Multiple sources trigger notifications; central sender processes them.

  • Why this pattern? Sender confirms message was sent (or throttled) before next input.
  • Difference: Regular fan-in may exceed rate limits. This supports throttling and guaranteed delivery.

9. Sensor Data Aggregation

Hundreds of sensors push real-time data into a central analytics engine.

  • Why this pattern? The engine only lets new data in when it's ready, ensuring completeness.
  • Difference: Regular fan-in accepts firehose data. This version offers backpressure.

10. Real-Time Logging System

Concurrent services log messages to a collector.

  • Why this pattern? Logger controls log write rate, ensuring file or DB isn’t overwhelmed.
  • Difference: In regular fan-in, high-velocity logs can get dropped. This ensures controlled logging.

11. Pipeline Step Acknowledgment

Each stage of a processing pipeline receives items and must complete its step before new work arrives.

  • Why this pattern? Prevents queue buildup and enforces processing discipline.
  • Difference: Regular fan-in streams data unbounded. This provides per-step flow control.

12. Controlled API Gateway

Services feed requests into a shared outbound HTTP client.

  • Why this pattern? Outbound requests are rate-limited and synchronized.
  • Difference: Basic fan-in could cause burst traffic. This offers controlled, sequential flow.

13. Live Comment Streams

Users submit live comments that are moderated before being published.

  • Why this pattern? Each comment must be reviewed before the next is accepted.
  • Difference: Regular fan-in ignores moderation timing. This enforces sequential moderation.

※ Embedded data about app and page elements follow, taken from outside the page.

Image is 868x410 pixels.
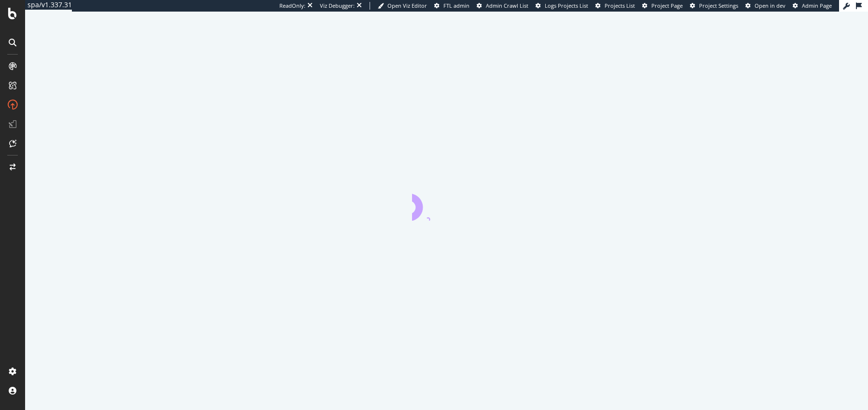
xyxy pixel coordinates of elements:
div: Viz Debugger: [320,2,355,10]
span: Admin Page [802,2,832,9]
a: FTL admin [434,2,470,10]
span: FTL admin [443,2,470,9]
span: Projects List [605,2,635,9]
span: Logs Projects List [545,2,588,9]
span: Project Page [651,2,683,9]
div: ReadOnly: [279,2,305,10]
a: Admin Crawl List [476,2,528,10]
span: Admin Crawl List [486,2,528,9]
a: Logs Projects List [536,2,588,10]
a: Project Settings [690,2,738,10]
a: Open Viz Editor [378,2,427,10]
span: Project Settings [699,2,738,9]
a: Projects List [596,2,635,10]
div: animation [412,186,481,220]
span: Open Viz Editor [387,2,427,9]
a: Admin Page [793,2,832,10]
a: Open in dev [745,2,785,10]
span: Open in dev [754,2,785,9]
a: Project Page [642,2,683,10]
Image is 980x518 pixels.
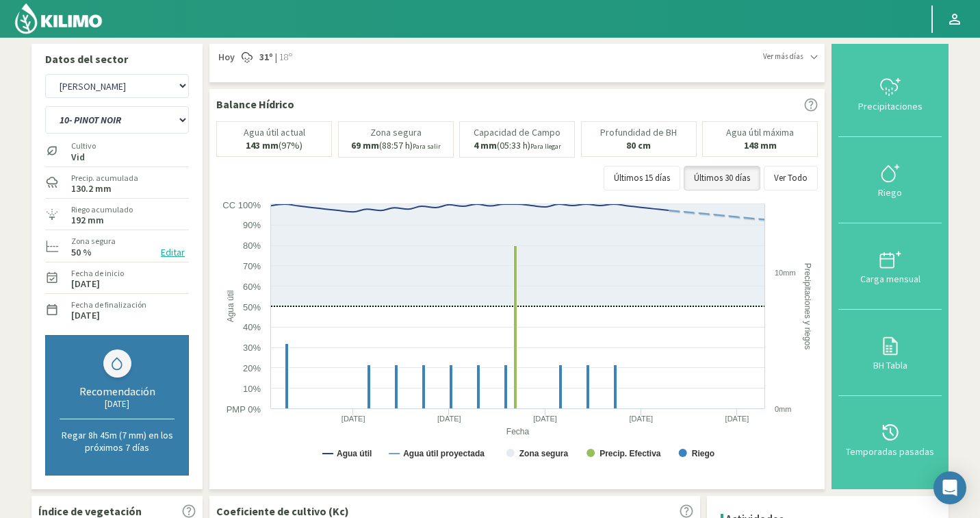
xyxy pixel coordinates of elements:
label: Fecha de inicio [71,267,124,280]
text: [DATE] [342,415,366,423]
text: 20% [243,363,261,373]
button: BH Tabla [839,309,942,396]
label: [DATE] [71,311,100,319]
text: Precip. Efectiva [600,448,661,458]
label: 192 mm [71,216,104,224]
text: 10% [243,383,261,394]
text: PMP 0% [227,404,261,415]
b: 148 mm [743,139,777,151]
label: 50 % [71,248,92,257]
p: Capacidad de Campo [474,127,561,137]
div: BH Tabla [843,360,938,370]
p: Balance Hídrico [216,96,294,113]
b: 80 cm [626,139,651,151]
span: Hoy [216,50,235,65]
b: 143 mm [246,139,279,151]
img: Kilimo [14,2,103,35]
text: Fecha [506,427,529,436]
div: Carga mensual [843,274,938,284]
button: Temporadas pasadas [839,396,942,482]
label: Riego acumulado [71,204,133,216]
label: Precip. acumulada [71,172,138,185]
div: Riego [843,188,938,197]
span: | [275,50,277,65]
p: Agua útil máxima [726,127,794,137]
small: Para llegar [530,141,562,151]
p: Agua útil actual [244,127,305,137]
text: Agua útil proyectada [403,448,485,458]
b: 69 mm [351,139,379,151]
div: [DATE] [60,398,174,410]
text: [DATE] [437,415,461,423]
text: 50% [243,302,261,312]
button: Precipitaciones [839,50,942,137]
small: Para salir [413,141,441,151]
label: Fecha de finalización [71,299,146,311]
button: Últimos 15 días [604,165,681,190]
text: 60% [243,281,261,292]
text: 30% [243,343,261,353]
strong: 31º [260,50,273,63]
button: Ver Todo [763,165,818,190]
label: Vid [71,153,96,161]
text: CC 100% [222,200,261,210]
text: 0mm [775,405,791,413]
text: [DATE] [533,415,557,423]
div: Recomendación [60,384,174,398]
text: Agua útil [337,448,371,458]
text: 90% [243,220,261,230]
p: Regar 8h 45m (7 mm) en los próximos 7 días [60,429,174,453]
text: 10mm [775,268,796,276]
button: Editar [156,244,189,260]
p: Datos del sector [45,50,189,67]
label: Zona segura [71,235,116,247]
text: 80% [243,240,261,251]
p: (05:33 h) [474,141,562,151]
button: Últimos 30 días [684,165,760,190]
div: Precipitaciones [843,101,938,111]
text: 70% [243,261,261,271]
text: Zona segura [519,448,569,458]
label: [DATE] [71,280,100,288]
text: Agua útil [226,290,236,322]
label: 130.2 mm [71,185,112,193]
div: Temporadas pasadas [843,447,938,456]
span: 18º [277,50,292,65]
p: (88:57 h) [351,141,441,151]
p: Zona segura [370,127,422,137]
label: Cultivo [71,140,96,152]
span: Ver más días [763,50,803,62]
button: Carga mensual [839,223,942,309]
p: Profundidad de BH [600,127,676,137]
text: [DATE] [725,415,749,423]
text: Riego [692,448,715,458]
text: [DATE] [629,415,653,423]
p: (97%) [246,141,303,151]
div: Open Intercom Messenger [934,471,966,504]
button: Riego [839,137,942,223]
b: 4 mm [474,139,497,151]
text: Precipitaciones y riegos [803,262,812,349]
text: 40% [243,322,261,332]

14. Security Audit Event Queue

Events from many sources are collected and need to be verified for audit trail.

  • Why this pattern? Auditor confirms integrity and logs before allowing the next.
  • Difference: Fan-in alone can't enforce audit guarantees. This ensures each event is securely recorded.

15. Job Scheduler / Task Dispatcher

Workers pull tasks from a dispatcher; dispatcher must verify each job is running before giving another.

  • Why this pattern? Prevents task duplication or overload.
  • Difference: Fan-in can't manage pull timing. This ensures the dispatcher remains in control.

🔑 Summary: When to Use Synchronized Fan-In

Use this pattern when you need:

  • Flow control / backpressure
  • Acknowledgment before continuing
  • Guaranteed order or fairness
  • Controlled throughput under concurrency

This pattern is particularly suited to real-time systems, distributed coordination, and controlled pipelines — where timing, reliability, and acknowledgment matter just as much as concurrency.